A unit of Royal Dutch Shell plc is currently constructing a multi-billion dollar ethane cracker that would consume about 100,000 b/d in western Pennsylvania to make ethylene and polyethylene. Four other similar facilities have been proposed for the region as well.

Shell has said it decided to build in the region because of the abundant feedstock, market proximity and local support. PTT Global Chemical pcl (PTTGC) spokesman Dan Williamson said the same, adding that the Thailand-based company likes the area for its “low natural disaster risk.” PTTGC is expected to make a final investment decision later this year on a 65,000 b/d ethane cracker it’s proposed for southeast Ohio.

“There’s this dichotomy right now if you look at a map of where all the plastics manufacturers are, they’re all in the Northeast and in population centers around the country,” said Pittsburgh Regional Alliance (PRA) President David Ruppersberger during a panel discussion at the Shale Insight conference last month. The PRA has played a key role to help develop the downstream opportunities the region hopes for with Shell’s cracker and others like that it could be built there.

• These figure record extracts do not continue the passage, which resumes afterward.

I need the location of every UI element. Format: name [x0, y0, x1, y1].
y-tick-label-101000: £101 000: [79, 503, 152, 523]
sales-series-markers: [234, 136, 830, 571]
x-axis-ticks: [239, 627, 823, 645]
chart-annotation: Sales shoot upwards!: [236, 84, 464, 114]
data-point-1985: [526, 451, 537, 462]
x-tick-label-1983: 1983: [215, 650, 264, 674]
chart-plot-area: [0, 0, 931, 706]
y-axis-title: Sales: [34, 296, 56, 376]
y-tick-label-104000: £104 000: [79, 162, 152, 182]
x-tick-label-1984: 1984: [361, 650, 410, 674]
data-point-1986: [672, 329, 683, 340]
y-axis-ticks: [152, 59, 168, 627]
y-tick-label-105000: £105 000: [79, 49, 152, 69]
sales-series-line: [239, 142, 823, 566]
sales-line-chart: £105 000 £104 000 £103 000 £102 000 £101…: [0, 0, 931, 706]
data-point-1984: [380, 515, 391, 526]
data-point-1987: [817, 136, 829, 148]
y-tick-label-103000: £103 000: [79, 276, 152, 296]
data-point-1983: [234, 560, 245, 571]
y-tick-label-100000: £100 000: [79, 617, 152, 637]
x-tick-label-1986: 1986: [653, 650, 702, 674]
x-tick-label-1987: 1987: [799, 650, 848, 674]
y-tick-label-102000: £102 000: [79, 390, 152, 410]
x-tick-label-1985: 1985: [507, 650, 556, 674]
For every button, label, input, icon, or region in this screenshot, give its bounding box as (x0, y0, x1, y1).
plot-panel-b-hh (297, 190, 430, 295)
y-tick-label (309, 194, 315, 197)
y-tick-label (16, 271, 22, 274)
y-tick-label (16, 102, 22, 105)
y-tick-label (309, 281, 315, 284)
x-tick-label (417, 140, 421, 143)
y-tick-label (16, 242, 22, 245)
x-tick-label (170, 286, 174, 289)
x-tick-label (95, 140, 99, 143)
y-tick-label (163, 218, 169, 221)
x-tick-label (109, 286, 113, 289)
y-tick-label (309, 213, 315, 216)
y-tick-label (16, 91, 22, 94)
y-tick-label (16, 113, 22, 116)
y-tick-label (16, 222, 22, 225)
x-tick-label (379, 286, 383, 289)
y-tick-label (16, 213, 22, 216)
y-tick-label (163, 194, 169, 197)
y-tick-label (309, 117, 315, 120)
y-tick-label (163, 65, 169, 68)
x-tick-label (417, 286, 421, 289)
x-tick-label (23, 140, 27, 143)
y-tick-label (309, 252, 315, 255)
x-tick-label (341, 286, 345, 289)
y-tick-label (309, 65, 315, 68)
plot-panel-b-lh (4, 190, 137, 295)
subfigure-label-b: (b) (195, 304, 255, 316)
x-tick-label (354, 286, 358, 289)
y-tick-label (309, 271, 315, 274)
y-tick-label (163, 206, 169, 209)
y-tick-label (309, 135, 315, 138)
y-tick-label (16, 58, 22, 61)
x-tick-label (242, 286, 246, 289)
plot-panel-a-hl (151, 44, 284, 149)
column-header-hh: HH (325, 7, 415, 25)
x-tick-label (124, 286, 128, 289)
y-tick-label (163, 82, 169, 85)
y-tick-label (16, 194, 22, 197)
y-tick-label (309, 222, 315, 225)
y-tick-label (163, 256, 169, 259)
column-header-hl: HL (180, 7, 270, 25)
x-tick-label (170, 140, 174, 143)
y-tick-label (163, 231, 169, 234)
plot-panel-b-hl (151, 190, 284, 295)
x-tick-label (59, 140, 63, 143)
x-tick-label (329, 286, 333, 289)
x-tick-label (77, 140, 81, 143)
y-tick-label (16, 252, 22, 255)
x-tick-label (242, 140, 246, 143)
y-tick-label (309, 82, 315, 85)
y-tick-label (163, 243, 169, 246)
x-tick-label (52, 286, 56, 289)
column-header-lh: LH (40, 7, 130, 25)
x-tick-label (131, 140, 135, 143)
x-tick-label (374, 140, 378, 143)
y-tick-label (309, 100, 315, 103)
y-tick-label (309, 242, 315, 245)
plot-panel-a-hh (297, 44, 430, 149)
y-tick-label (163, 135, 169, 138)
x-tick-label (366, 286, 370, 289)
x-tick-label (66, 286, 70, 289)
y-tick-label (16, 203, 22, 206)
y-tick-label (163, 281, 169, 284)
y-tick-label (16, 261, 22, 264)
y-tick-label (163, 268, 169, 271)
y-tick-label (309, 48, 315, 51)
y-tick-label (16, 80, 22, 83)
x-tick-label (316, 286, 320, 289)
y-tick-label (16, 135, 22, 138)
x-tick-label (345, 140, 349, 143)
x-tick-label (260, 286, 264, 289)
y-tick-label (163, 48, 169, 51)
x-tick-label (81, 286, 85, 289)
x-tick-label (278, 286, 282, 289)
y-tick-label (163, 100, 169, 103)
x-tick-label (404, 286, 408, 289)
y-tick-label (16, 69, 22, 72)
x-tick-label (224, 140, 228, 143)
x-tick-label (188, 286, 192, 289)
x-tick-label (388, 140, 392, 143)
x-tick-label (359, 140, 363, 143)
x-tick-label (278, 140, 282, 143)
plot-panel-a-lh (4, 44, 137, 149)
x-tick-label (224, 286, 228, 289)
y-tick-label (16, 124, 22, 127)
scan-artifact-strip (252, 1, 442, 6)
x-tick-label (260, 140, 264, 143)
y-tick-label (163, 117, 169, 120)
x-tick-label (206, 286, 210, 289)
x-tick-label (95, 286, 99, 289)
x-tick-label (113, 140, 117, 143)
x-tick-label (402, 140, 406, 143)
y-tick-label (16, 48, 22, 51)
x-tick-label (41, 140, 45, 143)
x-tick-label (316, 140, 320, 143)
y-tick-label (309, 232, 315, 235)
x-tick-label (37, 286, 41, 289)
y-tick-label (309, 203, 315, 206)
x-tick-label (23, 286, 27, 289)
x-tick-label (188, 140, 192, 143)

“If you look at where all the polyethylene pellets are currently produced, it’s literally almost all on the Gulf Coast,” he added. “There’s absolutely an advantage to having a source of polyethylene close to those manufacturers. Recent events in the Gulf have reinforced how critical it is to have alternative sources.”

About 70% of the North American marketplace for polyethylene is within a 700-mile radius of Shell’s site along the Ohio River. The Appalachian region is already home to some of the world’s largest plastics companies, but more plastics converters are expected to come to the area by the time Shell’s cracker enters service in the early 2020s.

Since Shell announced last year that it would move forward with the cracker, local, state and federal officials have stepped up their efforts to overcome a variety of challenges they see standing in the way of petrochemical growth in the region. Good land for large manufacturing operations must be identified, a workforce developed and a storage hub for natural gas liquids is seen as one of the most important factors to any sustained development.

“An Appalachian storage hub would certainly help expand and strengthen the domestic market and improve America’s export capacity,” said Tyler Hernandez, a spokesman for Sen. Shelley Moore Capito (R-WV). Capito has introduced legislation that would require federal agencies to study the feasibility of an underground storage hub in Appalachia. Her colleague, Sen. Joe Manchin (D-WV), has also introduced a bill that would make such a hub eligible for funding through the Department of Energy’s loan guarantee program.

Kozera, who travels the country to get the Mid-Ohio Valley’s “open for business” message out, said he sometimes senses hostility from those working on the Gulf Coast about Appalachia’s plan for more petrochemicals. He said it’s as if the message he sometimes receives is “we have the infrastructure, you send us the raw material.”

Kozera doesn’t view it that way. He tries to explain that the regions can complement one another, with Appalachia supporting additional domestic production and the Gulf Coast focusing more on exports to serve a growing global plastics market. He also acknowledges the massive petrochemical expansion that is continuing along the Gulf Coast, with several facilities in various stages of development in Texas and Louisiana.

“We’re not going to overtake the Gulf Coast, it’s just not going to happen,” he said. “All we want are the crumbs to fall off the table. We don’t need 10 or 11 crackers, just build two or three and we’ll be happy as a clam.”